How to prevent cheating on take-home exams
One way to do it: if the assignment has many small questions, you can make it more difficult taking a random draw from a bigger pool for each student, so they are all slightly different. So, any pair of students would have just a portion of them in common. This can appear unfair, but it should even out if you do it many times.
But, if this were a fight, you would be on the losing side; for any strategy you can come up with, someone else would find the way to hack it. You should instead focus on making people not want to cheat.
- Make the problems interesting challenges, not mechanical tasks. If it involves some creative thinking it is less likely that two students arrive independently to the same solution (and even less to arrive to the same solutions in each exercise).
- But make them approachable. If they look impossible, it is more tempting to cheat. In a course I took recently, we had to solve an easier version of a problem, and apply it to a more difficult one. We only had to hand in the difficult version, but handing in only the easy part gave also points.
For what I have seen from a student perspective, the more advanced the course, the less likely cheating is, and the more frowned upon by the other students is.

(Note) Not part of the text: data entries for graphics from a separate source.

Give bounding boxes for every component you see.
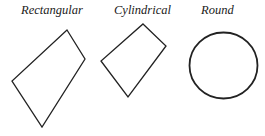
- shapes-canvas: [0, 0, 265, 136]
- rectangular-shape: [12, 30, 85, 127]
- cylindrical-shape: [101, 24, 166, 97]
- round-shape: [190, 33, 258, 99]
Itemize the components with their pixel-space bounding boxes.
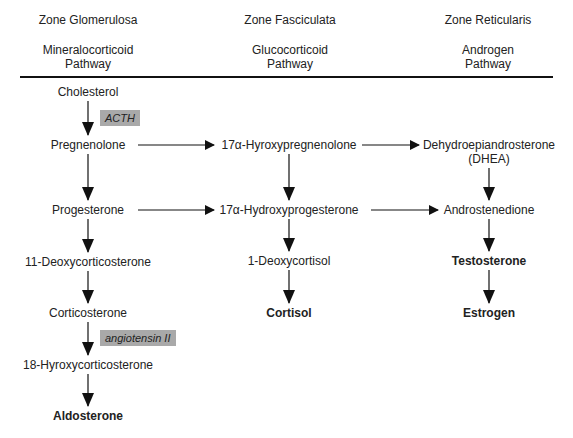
cortisol-node: Cortisol	[266, 306, 311, 320]
acth-regulator-label: ACTH	[100, 110, 140, 126]
dhea-node-line2: (DHEA)	[468, 152, 509, 166]
hydroxyprogesterone-node: 17α-Hydroxyprogesterone	[219, 203, 358, 217]
hydroxycorticosterone-node: 18-Hyroxycorticosterone	[23, 358, 153, 372]
deoxycorticosterone-node: 11-Deoxycorticosterone	[25, 255, 151, 269]
pathway-arrows	[0, 0, 573, 438]
cholesterol-node: Cholesterol	[58, 85, 119, 99]
testosterone-node: Testosterone	[452, 254, 526, 268]
progesterone-node: Progesterone	[52, 203, 124, 217]
estrogen-node: Estrogen	[463, 306, 515, 320]
pregnenolone-node: Pregnenolone	[51, 138, 126, 152]
androstenedione-node: Androstenedione	[444, 203, 535, 217]
angiotensin-regulator-label: angiotensin II	[100, 330, 176, 346]
aldosterone-node: Aldosterone	[53, 409, 123, 423]
corticosterone-node: Corticosterone	[49, 306, 127, 320]
dhea-node-line1: Dehydroepiandrosterone	[423, 138, 555, 152]
deoxycortisol-node: 1-Deoxycortisol	[248, 254, 331, 268]
hydroxypregnenolone-node: 17α-Hyroxypregnenolone	[221, 138, 356, 152]
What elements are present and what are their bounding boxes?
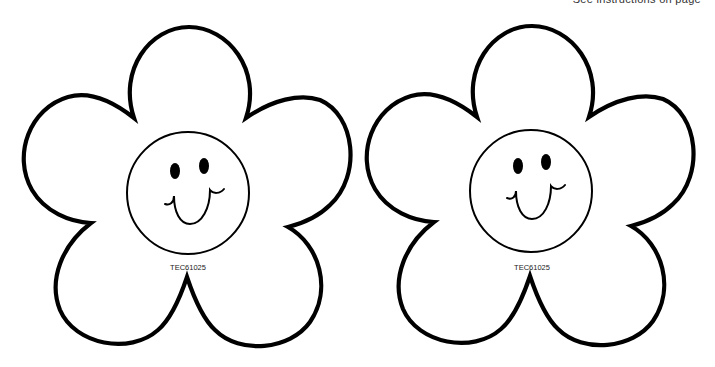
right-eye bbox=[541, 154, 551, 170]
product-code-label: TEC61025 bbox=[170, 263, 206, 272]
left-eye bbox=[170, 163, 180, 179]
product-code-label: TEC61025 bbox=[514, 263, 550, 272]
left-eye bbox=[513, 158, 523, 174]
face-circle bbox=[127, 132, 249, 254]
smiley-face-icon bbox=[127, 132, 249, 254]
face-circle bbox=[470, 130, 592, 252]
right-eye bbox=[199, 158, 209, 174]
smiley-face-icon bbox=[470, 130, 592, 252]
flower-right: TEC61025 bbox=[367, 26, 694, 345]
flower-left: TEC61025 bbox=[24, 27, 351, 346]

The solution I've observed at my Alma Mater: Take-home exams are given only with very few questions, which are non-trivial and open-ended. Now, if several students work together on this exam, but every one of them manages to come up with an answer which doesn't read like a copy of the other students' answers - then, well, that means they have some sort of command of the material, even if they didn't come up with the idea themselves.
Of course, this is mostly relevant for more advanced courses. In more basic courses, there are never any home exams.
Don't, maybe? They can't cheat if collaboration isn't against the rules.
Do you care what the students know, or do you care how they learn it?
Why not consider setting it as a coursework assignment, and taking away the restriction entirely? You open the door to them being able to collaborate, work together, come up with creative solutions. Tell them to declare who they worked with in a short section at the top.
Education has this strange focus on separating people: when was the last time you did an assignment, research project or similar truly alone? In the professional world I've never once done a truly solo project: finding solutions as part of a team is a vital skill, and this sounds like a perfect opportunity to encourage it.
Grading is important, of course, and there is a time for differentiating between students... that time is in the formal, controlled examinations. Everything else is a learning exercise, and if they learn it by working with a friend, fantastic.